The OMA has hosted numerous interns over the past 10 years and this past academic year, during winter and spring 2020, we hosted Ismael Pardo, an OSU senior majoring in history and religious studies. Over the course of 5 months Ismael worked on various projects. He updated the Oregon Multicultural Communities Research Collection by adding documents to the collection and reorganizing it, and due to the need for him to work remotely during spring term, he transcribed 3 oral history interviews about the 2015 Students of Color Speak Out event. Lastly, he worked on writing interviewee biographies and interview summaries for the Oregon Higher Education Oral Histories Collection.
Below is his reflection on his overall internship experience:
“Since beginning college, I knew that I wanted to study history and help make it more accessible to others. As a first-generation Chicano student, and due to the lack of focus underrepresented people’s histories receive, I was also painfully aware of the value history contained for an underrepresented person in the United States. It is a link to our past, a past that is too often not taught to us. I want to work on changing that. My internship at SCARC provided me with a unique opportunity to be directly involved in the preservation of histories belonging to underrepresented groups and invaluable experience for my future academics and career. I could not have passed it up.
At first, I was sure that to pursue my goal I had to become a high school history teacher. In fact, this goal was the main reason I transferred from the University of Oregon to Oregon State University (the dual degree program poached a duck!). It wasn’t until the spring term of my senior year that I realized that I didn’t want to just teach history to students (although this is still a worthy cause); I wanted to create it. I wanted to write it. So, I postponed graduating, decided to take another year of undergrad, and added Religious Studies as a second major. I used that year as a year to prepare myself to apply to graduate programs in history.
Fall term 2019 was full of applications and GRE prep and test taking. Winter term, I applied and was hired on to a SCARC internship to work with Natalia Fernández on the Oregon Multicultural Communities Research Collection. I was thrilled to work in the preservation of historical documents, especially those that were directly associated with underrepresented Oregonians (which indeed, I have been one for the past two decades!). And while I was involved with organizing and introducing new documents to Collections, the most impactful experience I had while working as an intern occurred one day as my shift was beginning. Natalia was upstairs in the Special Collections and Archives Reading Room meeting with a group of older gentlemen. I snuck in, placed my backpack and jacket in the storage room around the corner, and began setting up my laptop for another day of archival work. The proximity of the research tables made it impossible for me to not overhear some of the conversation that was occurring some feet away. The men were there to donate some artifacts and documents to the archive and were talking to Natalia about the process.
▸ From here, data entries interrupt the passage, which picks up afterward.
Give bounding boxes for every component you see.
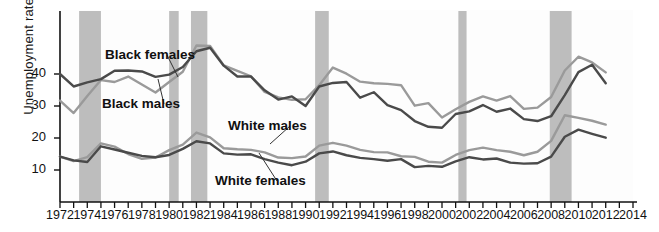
unemployment-line-chart [0, 0, 659, 232]
series-annotation-label: White males [228, 118, 307, 133]
series-annotation-label: White females [215, 173, 306, 188]
series-annotation-label: Black females [105, 47, 195, 62]
y-tick-label: 10 [20, 161, 46, 176]
recession-band [550, 11, 572, 202]
y-tick-label: 30 [20, 97, 46, 112]
y-tick-label: 20 [20, 129, 46, 144]
recession-band [315, 11, 329, 202]
recession-band [79, 11, 101, 202]
y-tick-label: 40 [20, 65, 46, 80]
series-annotation-label: Black males [102, 96, 180, 111]
x-tick-label: 2014 [613, 208, 653, 222]
recession-band [191, 11, 207, 202]
chart-container: Unemployment rate (percent) 102030401972… [0, 0, 659, 232]
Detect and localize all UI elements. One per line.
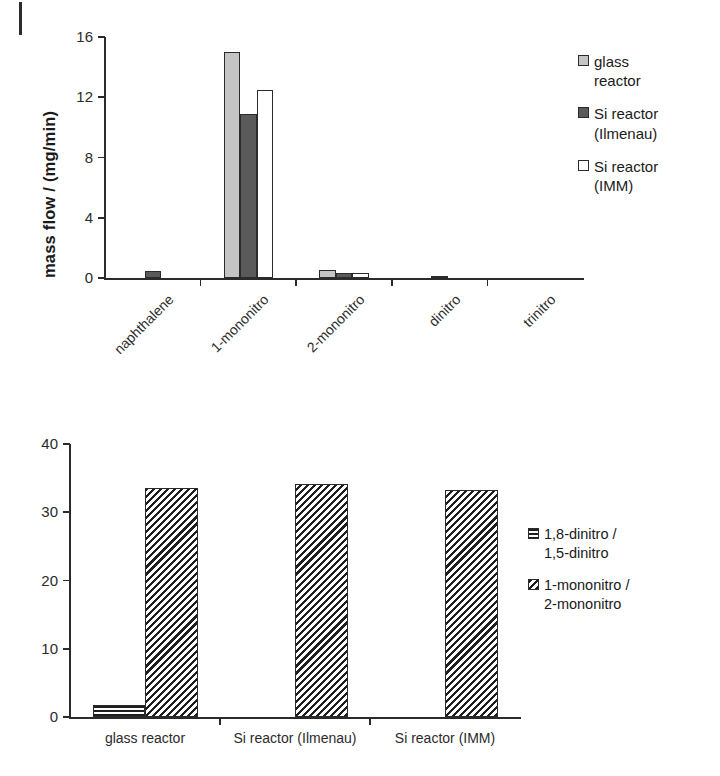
ratio-chart: 010203040glass reactorSi reactor (Ilmena… <box>0 400 720 776</box>
y-tick-label-bottom-4: 40 <box>0 436 58 451</box>
legend-item-top-0: glass reactor <box>578 52 718 90</box>
x-tick-bottom-1 <box>219 718 221 725</box>
legend-swatch-top-2 <box>578 160 589 171</box>
legend-label-bottom-0: 1,8-dinitro / 1,5-dinitro <box>544 525 617 562</box>
y-tick-bottom-1 <box>63 648 70 650</box>
y-tick-label-bottom-0: 0 <box>0 709 58 724</box>
x-tick-top-4 <box>487 279 489 286</box>
bar-top-1-1 <box>240 114 257 278</box>
y-tick-bottom-4 <box>63 443 70 445</box>
x-tick-label-bottom-2: Si reactor (IMM) <box>345 731 545 745</box>
x-tick-label-top-4: trinitro <box>463 292 558 387</box>
y-tick-label-bottom-3: 30 <box>0 504 58 519</box>
y-tick-label-top-0: 0 <box>33 270 93 285</box>
bar-bottom-2-1 <box>445 490 498 717</box>
legend-item-top-2: Si reactor (IMM) <box>578 157 718 195</box>
y-tick-label-bottom-1: 10 <box>0 641 58 656</box>
legend-label-top-1: Si reactor (Ilmenau) <box>594 104 658 142</box>
y-tick-label-top-2: 8 <box>33 150 93 165</box>
plot-area-top: 0481216naphthalene1-mononitro2-mononitro… <box>105 37 583 278</box>
legend-label-top-2: Si reactor (IMM) <box>594 157 658 195</box>
x-tick-top-3 <box>391 279 393 286</box>
y-tick-bottom-3 <box>63 511 70 513</box>
legend-swatch-top-1 <box>578 107 589 118</box>
legend-item-bottom-0: 1,8-dinitro / 1,5-dinitro <box>528 525 708 562</box>
plot-area-bottom: 010203040glass reactorSi reactor (Ilmena… <box>70 444 520 717</box>
bar-bottom-1-1 <box>295 484 348 717</box>
bar-top-1-0 <box>224 52 241 278</box>
legend-item-bottom-1: 1-mononitro / 2-mononitro <box>528 576 708 613</box>
bar-top-1-2 <box>257 90 274 278</box>
x-tick-label-top-3: dinitro <box>368 292 463 387</box>
legend-label-bottom-1: 1-mononitro / 2-mononitro <box>544 576 629 613</box>
y-tick-label-bottom-2: 20 <box>0 573 58 588</box>
x-tick-top-1 <box>200 279 202 286</box>
y-tick-label-top-3: 12 <box>33 89 93 104</box>
x-axis-line-top <box>104 278 584 280</box>
bar-top-2-1 <box>336 273 353 278</box>
bar-top-3-1 <box>431 276 448 278</box>
y-tick-label-top-4: 16 <box>33 29 93 44</box>
y-tick-top-2 <box>98 157 105 159</box>
y-tick-label-top-1: 4 <box>33 210 93 225</box>
legend-swatch-bottom-1 <box>528 579 539 590</box>
x-tick-top-2 <box>295 279 297 286</box>
x-tick-label-top-1: 1-mononitro <box>177 292 272 387</box>
legend-label-top-0: glass reactor <box>594 52 641 90</box>
y-tick-top-4 <box>98 36 105 38</box>
bar-bottom-0-0 <box>93 705 146 717</box>
bar-top-0-1 <box>145 271 162 278</box>
x-tick-label-top-0: naphthalene <box>81 292 176 387</box>
y-tick-top-1 <box>98 217 105 219</box>
x-tick-bottom-2 <box>369 718 371 725</box>
y-tick-top-0 <box>98 277 105 279</box>
legend-swatch-top-0 <box>578 55 589 66</box>
y-axis-title-top: mass flow / (mg/min) <box>40 111 59 278</box>
legend-top: glass reactorSi reactor (Ilmenau)Si reac… <box>578 52 718 209</box>
y-tick-top-3 <box>98 96 105 98</box>
legend-bottom: 1,8-dinitro / 1,5-dinitro1-mononitro / 2… <box>528 525 708 627</box>
bar-bottom-0-1 <box>145 488 198 717</box>
y-tick-bottom-0 <box>63 716 70 718</box>
bar-top-2-0 <box>319 270 336 278</box>
mass-flow-chart: mass flow / (mg/min) 0481216naphthalene1… <box>0 0 720 390</box>
x-axis-line-bottom <box>69 717 521 719</box>
legend-swatch-bottom-0 <box>528 528 539 539</box>
x-tick-label-top-2: 2-mononitro <box>272 292 367 387</box>
bar-top-2-2 <box>352 273 369 278</box>
legend-item-top-1: Si reactor (Ilmenau) <box>578 104 718 142</box>
y-tick-bottom-2 <box>63 580 70 582</box>
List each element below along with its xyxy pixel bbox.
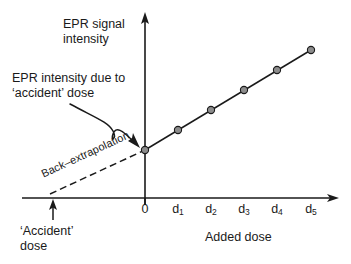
x-axis	[22, 194, 339, 202]
data-point-marker	[141, 146, 148, 153]
data-point-marker	[207, 106, 214, 113]
x-tick-label: 0	[142, 202, 149, 216]
x-tick-label: d5	[305, 202, 317, 216]
regression-line	[145, 50, 311, 150]
intercept-annotation-text: EPR intensity due to ‘accident’ dose	[12, 71, 125, 101]
accident-dose-arrow	[49, 199, 57, 220]
epr-back-extrapolation-chart: EPR signal intensity EPR intensity due t…	[0, 0, 351, 264]
x-axis-title: Added dose	[205, 230, 272, 245]
data-point-marker	[307, 46, 314, 53]
data-point-marker	[240, 86, 247, 93]
y-axis-title: EPR signal intensity	[63, 17, 125, 47]
x-tick-label: d1	[172, 202, 184, 216]
data-point-marker	[174, 126, 181, 133]
x-tick-label: d2	[205, 202, 217, 216]
y-axis	[141, 12, 149, 205]
x-tick-label: d4	[271, 202, 283, 216]
x-tick-label: d3	[238, 202, 250, 216]
accident-dose-label: ‘Accident’ dose	[20, 224, 74, 254]
data-point-marker	[273, 66, 280, 73]
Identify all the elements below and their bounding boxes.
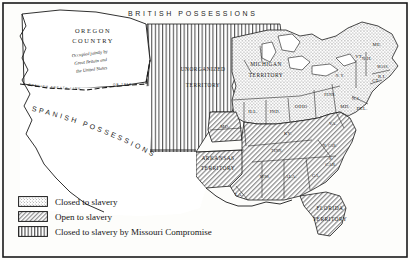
- legend-row-hatch: Open to slavery: [18, 211, 212, 222]
- legend-swatch-dots: [18, 196, 48, 207]
- state-label-ny: N. Y.: [336, 74, 344, 78]
- state-label-ncar: N. CAR.: [323, 144, 337, 148]
- missouri-compromise-map: BRITISH POSSESSIONS OREGON COUNTRY Occup…: [0, 0, 410, 260]
- label-florida-territory-line2: TERRITORY: [313, 216, 347, 222]
- label-arkansas-territory-line2: TERRITORY: [201, 165, 235, 171]
- legend-label-hatch: Open to slavery: [55, 212, 112, 222]
- state-label-ala: ALA.: [285, 174, 297, 179]
- state-label-scar1: S.: [329, 156, 333, 161]
- label-michigan-territory-line1: MICHIGAN: [250, 61, 282, 67]
- legend-label-dots: Closed to slavery: [55, 197, 118, 207]
- state-label-del: DEL.: [356, 106, 367, 111]
- state-label-penn: PENN.: [324, 93, 335, 97]
- legend-row-stripes: Closed to slavery by Missouri Compromise: [18, 226, 212, 237]
- map-legend: Closed to slavery Open to slavery Closed…: [18, 196, 212, 241]
- state-label-md: MD.: [340, 104, 349, 109]
- state-label-ohio: OHIO: [295, 104, 308, 109]
- state-label-conn: CT.: [372, 78, 379, 83]
- state-label-me: ME.: [373, 42, 382, 47]
- state-label-nh: N.H.: [362, 56, 372, 61]
- state-label-nj: N.J.: [352, 96, 360, 101]
- state-label-ill: ILL.: [248, 109, 257, 114]
- label-oregon-country-line1: OREGON: [75, 27, 111, 34]
- label-treaty-year: OF 1819: [113, 83, 132, 87]
- label-oregon-country-line2: COUNTRY: [72, 37, 114, 44]
- state-label-scar2: CAR.: [325, 162, 337, 167]
- legend-swatch-hatch: [18, 211, 48, 222]
- label-arkansas-territory-line1: ARKANSAS: [201, 155, 234, 161]
- state-label-la: LA.: [235, 192, 243, 197]
- label-british-possessions: BRITISH POSSESSIONS: [128, 10, 258, 17]
- label-unorganized-territory-line2: TERRITORY: [186, 82, 220, 88]
- state-label-ind: IND.: [270, 109, 280, 114]
- region-oregon-country: [22, 10, 150, 88]
- state-label-tenn: TENN.: [271, 149, 282, 153]
- state-label-miss: MISS.: [260, 175, 270, 179]
- state-label-mass: MASS.: [377, 65, 389, 69]
- label-florida-territory-line1: FLORIDA: [317, 205, 344, 211]
- legend-label-stripes: Closed to slavery by Missouri Compromise: [55, 227, 212, 237]
- state-label-ga: GA.: [312, 173, 321, 178]
- state-label-ky: KY.: [284, 131, 292, 136]
- label-michigan-territory-line2: TERRITORY: [249, 72, 283, 78]
- state-label-va: VA.: [329, 121, 337, 126]
- legend-swatch-stripes: [18, 226, 48, 237]
- label-unorganized-territory-line1: UNORGANIZED: [181, 66, 226, 72]
- legend-row-dots: Closed to slavery: [18, 196, 212, 207]
- state-label-mo: MO.: [220, 124, 229, 129]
After some time passed and I had laid out the materials and documents I was going to work with, one of the men spoke to me. “Hablas español, mijo?” I responded that I did indeed speak Spanish, and that I was at his service. He motioned me over and asked me for directions to the OSU César Chávez Centro Cultural, which I provided in Spanish. Natalia also offered her assistance in Spanish. I accompanied both the men and Natalia downstairs with a document dolly, all the while speaking to the man in Spanish about all of the things that he and his compadres had done. He told me about his civil rights work, his work with the Logging workers, and the establishment of the Colegio César Chávez in Mt. Angel, Oregon. I listened to his story intently, received the documents they were donating, said goodbye, and began walking back to the Library.
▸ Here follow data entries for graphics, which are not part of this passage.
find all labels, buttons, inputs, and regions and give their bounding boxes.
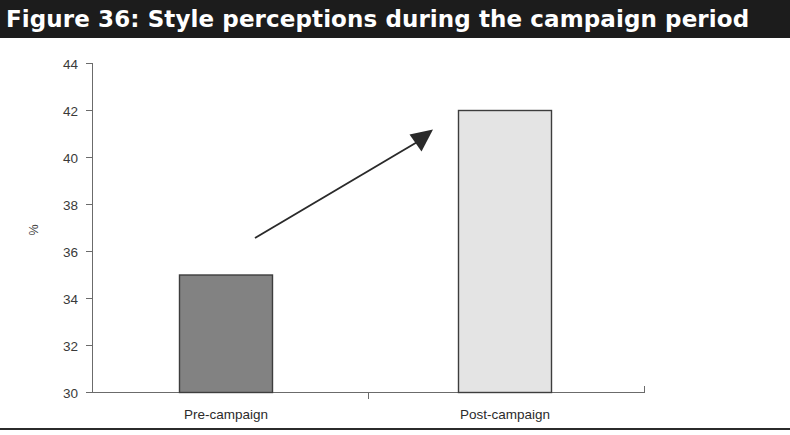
- x-category-label-pre-campaign: Pre-campaign: [184, 407, 268, 422]
- y-tick-label-38: 38: [63, 198, 78, 213]
- y-axis-title: %: [27, 224, 41, 235]
- upward-trend-arrow-icon: [255, 130, 433, 239]
- page-title: Figure 36: Style perceptions during the …: [6, 6, 749, 32]
- bar-post-campaign[interactable]: [459, 111, 552, 393]
- y-tick-label-32: 32: [63, 339, 78, 354]
- bar-pre-campaign[interactable]: [180, 275, 273, 393]
- bar-chart-figure: 44 42 40 38 36 34 32 30 % Pre-campaign P…: [0, 38, 790, 435]
- y-tick-label-44: 44: [63, 57, 79, 72]
- y-tick-label-36: 36: [63, 245, 78, 260]
- y-tick-label-40: 40: [63, 151, 78, 166]
- figure-bottom-rule: [0, 428, 790, 430]
- chart-canvas: 44 42 40 38 36 34 32 30 % Pre-campaign P…: [0, 38, 790, 435]
- y-tick-label-34: 34: [63, 292, 79, 307]
- x-category-label-post-campaign: Post-campaign: [460, 407, 550, 422]
- y-tick-label-30: 30: [63, 386, 78, 401]
- figure-title-banner: Figure 36: Style perceptions during the …: [0, 0, 790, 38]
- y-tick-label-42: 42: [63, 104, 78, 119]
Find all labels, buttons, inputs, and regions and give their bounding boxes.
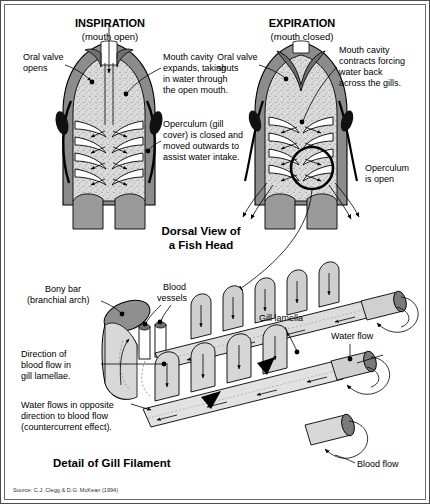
svg-text:water back: water back [338, 67, 383, 77]
svg-text:Oral valve: Oral valve [23, 52, 64, 62]
figure-page: INSPIRATION (mouth open) EXPIRATION (mou… [0, 0, 430, 504]
svg-text:Bony bar: Bony bar [45, 284, 81, 294]
inspiration-title: INSPIRATION [75, 17, 145, 29]
svg-text:opens: opens [23, 63, 48, 73]
svg-text:Blood: Blood [163, 282, 186, 292]
svg-text:Operculum: Operculum [365, 163, 409, 173]
svg-text:assist water intake.: assist water intake. [163, 152, 240, 162]
svg-text:Oral valve: Oral valve [217, 52, 258, 62]
svg-text:direction to blood flow: direction to blood flow [21, 411, 109, 421]
svg-text:Blood flow: Blood flow [357, 459, 399, 469]
label-countercurrent: Water flows in opposite direction to blo… [21, 400, 151, 432]
svg-text:Mouth cavity: Mouth cavity [163, 52, 214, 62]
fish-gill-diagram: INSPIRATION (mouth open) EXPIRATION (mou… [5, 5, 427, 501]
expiration-title: EXPIRATION [269, 17, 335, 29]
dorsal-view-caption-line2: a Fish Head [169, 239, 234, 251]
svg-text:vessels: vessels [157, 293, 188, 303]
svg-text:in water through: in water through [163, 74, 228, 84]
svg-text:blood flow in: blood flow in [21, 360, 71, 370]
svg-text:(countercurrent effect).: (countercurrent effect). [21, 422, 112, 432]
dorsal-view-caption-line1: Dorsal View of [161, 225, 240, 237]
svg-text:Water flow: Water flow [331, 331, 374, 341]
svg-text:Direction of: Direction of [21, 349, 67, 359]
svg-text:is open: is open [365, 174, 394, 184]
svg-text:the open mouth.: the open mouth. [163, 85, 228, 95]
svg-text:gill lamellae.: gill lamellae. [21, 371, 71, 381]
filament-caption: Detail of Gill Filament [53, 457, 171, 469]
svg-text:moved outwards to: moved outwards to [163, 141, 239, 151]
inspiration-fish-head [53, 23, 164, 229]
label-operculum-open: Operculum is open [365, 163, 409, 184]
figure-inner-border: INSPIRATION (mouth open) EXPIRATION (mou… [4, 4, 426, 500]
label-blood-vessels: Blood vessels [143, 282, 188, 326]
inspiration-subtitle: (mouth open) [82, 31, 139, 42]
svg-text:Gill lamella: Gill lamella [259, 313, 303, 323]
svg-text:Water flows in opposite: Water flows in opposite [21, 400, 114, 410]
svg-text:contracts forcing: contracts forcing [339, 56, 405, 66]
expiration-subtitle: (mouth closed) [271, 31, 334, 42]
svg-text:Operculum (gill: Operculum (gill [163, 119, 224, 129]
source-note: Source: C.J. Clegg & D.G. McKean (1994) [13, 487, 118, 493]
svg-text:(branchial arch): (branchial arch) [27, 295, 90, 305]
svg-text:cover) is closed and: cover) is closed and [163, 130, 243, 140]
svg-text:shuts: shuts [217, 63, 239, 73]
svg-text:across the gills.: across the gills. [339, 78, 401, 88]
gill-filament-detail [100, 262, 419, 458]
label-blood-flow: Blood flow [335, 455, 399, 469]
svg-text:Mouth cavity: Mouth cavity [339, 45, 390, 55]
This interaction made me acutely aware of the sometimes precarious relationship between the community and the local archive. I had gotten the impression that there was a little bit of stress regarding the permanent nature of the archival donation. I think it’s probably well warranted too. The man had entrusted our archive, and in some sense me, an intern, with the curation and preservation of his and his community’s history. It was a radical action, and it was an awesome responsibility. Before that day I had been dealing with documents and historical agents that I had only met through documents, ink, and paper. It may have been relatively easy to understand intellectually that these agents were real people, but it was this comparatively brief interaction with a group of Latino men and their historical donation that truly drove home the reality and gravity of what it was that both an archive and the researcher does. We, both archivists and researchers, have a solemn duty to do People justice in the preservation and telling of their history.
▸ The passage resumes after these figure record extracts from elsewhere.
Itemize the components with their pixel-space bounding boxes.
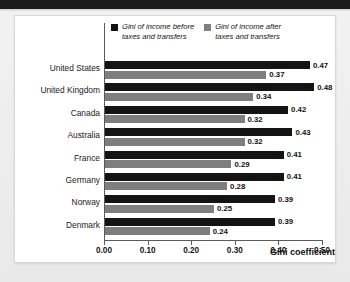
x-axis-title: Gini coefficient [270, 247, 335, 257]
bar-after [105, 227, 210, 235]
bar-after [105, 115, 245, 123]
x-tick-mark [278, 241, 279, 245]
bar-before [105, 218, 275, 226]
bar-value-label: 0.28 [230, 182, 245, 191]
bar-row: 0.37 [105, 71, 323, 79]
bar-before [105, 151, 284, 159]
bar-row: 0.47 [105, 61, 323, 69]
bar-value-label: 0.43 [295, 128, 310, 137]
x-tick-mark [322, 241, 323, 245]
x-tick-mark [191, 241, 192, 245]
bar-group: United Kingdom0.480.34 [105, 83, 323, 105]
bar-value-label: 0.41 [287, 150, 302, 159]
plot-area: United States0.470.37United Kingdom0.480… [104, 23, 323, 241]
bar-row: 0.34 [105, 93, 323, 101]
bar-after [105, 160, 231, 168]
bar-after [105, 138, 245, 146]
bar-group: Australia0.430.32 [105, 128, 323, 150]
bar-value-label: 0.24 [213, 227, 228, 236]
bar-after [105, 93, 253, 101]
category-label: Denmark [66, 220, 100, 230]
bar-group: Norway0.390.25 [105, 195, 323, 217]
bar-row: 0.32 [105, 115, 323, 123]
chart-panel: Gini of income before taxes and transfer… [14, 15, 336, 263]
bar-group: Denmark0.390.24 [105, 218, 323, 240]
bar-row: 0.25 [105, 205, 323, 213]
bar-value-label: 0.25 [217, 204, 232, 213]
category-label: United Kingdom [40, 85, 100, 95]
bar-row: 0.41 [105, 173, 323, 181]
bar-row: 0.28 [105, 182, 323, 190]
bar-value-label: 0.29 [234, 160, 249, 169]
category-label: France [74, 153, 100, 163]
bar-value-label: 0.32 [248, 115, 263, 124]
bar-after [105, 71, 266, 79]
bar-row: 0.39 [105, 195, 323, 203]
bar-row: 0.41 [105, 151, 323, 159]
top-band-shadow [0, 9, 350, 12]
bar-before [105, 173, 284, 181]
bar-before [105, 128, 292, 136]
top-decorative-band [0, 0, 350, 9]
x-tick-label: 0.10 [140, 246, 156, 255]
bar-row: 0.42 [105, 106, 323, 114]
bar-value-label: 0.47 [313, 61, 328, 70]
bar-group: United States0.470.37 [105, 61, 323, 83]
bar-after [105, 205, 214, 213]
x-tick-mark [148, 241, 149, 245]
x-tick-mark [104, 241, 105, 245]
x-tick-mark [235, 241, 236, 245]
bar-before [105, 83, 314, 91]
bar-before [105, 61, 310, 69]
category-label: United States [50, 63, 100, 73]
bar-value-label: 0.34 [256, 92, 271, 101]
bars-container: United States0.470.37United Kingdom0.480… [105, 61, 323, 240]
category-label: Germany [66, 175, 100, 185]
bar-group: Germany0.410.28 [105, 173, 323, 195]
category-label: Canada [71, 108, 100, 118]
bar-value-label: 0.32 [248, 137, 263, 146]
bar-value-label: 0.48 [317, 83, 332, 92]
bar-row: 0.48 [105, 83, 323, 91]
category-label: Australia [67, 130, 100, 140]
bar-row: 0.32 [105, 138, 323, 146]
bar-chart: Gini of income before taxes and transfer… [15, 16, 335, 262]
bar-value-label: 0.39 [278, 217, 293, 226]
bar-value-label: 0.39 [278, 195, 293, 204]
bar-after [105, 182, 227, 190]
bar-row: 0.43 [105, 128, 323, 136]
bar-row: 0.24 [105, 227, 323, 235]
bar-value-label: 0.42 [291, 105, 306, 114]
bar-row: 0.29 [105, 160, 323, 168]
bar-before [105, 106, 288, 114]
bar-row: 0.39 [105, 218, 323, 226]
bar-before [105, 195, 275, 203]
x-tick-label: 0.20 [183, 246, 199, 255]
category-label: Norway [72, 197, 100, 207]
bar-value-label: 0.41 [287, 172, 302, 181]
bar-group: Canada0.420.32 [105, 106, 323, 128]
bar-group: France0.410.29 [105, 151, 323, 173]
x-tick-label: 0.30 [227, 246, 243, 255]
page-root: Gini of income before taxes and transfer… [0, 0, 350, 282]
x-tick-label: 0.00 [96, 246, 112, 255]
bar-value-label: 0.37 [269, 70, 284, 79]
In the process of working as an intern I received admittance, and accepted the offer presented to me, to the University of Michigan as an incoming History Ph.D. student. My experiences as an intern at SCARC have been very informative and influential. My approach to the writing of history will be guided by the gravity of the duty that I have discovered in the course of my internship. I will also use my experiences as an archival assistant as an advantage. As I continue my goal to preserve, write, and disseminate the histories of underrepresented groups, I believe my experiences and new perspective as an archival assistant will not only be an asset, but prove invaluable.”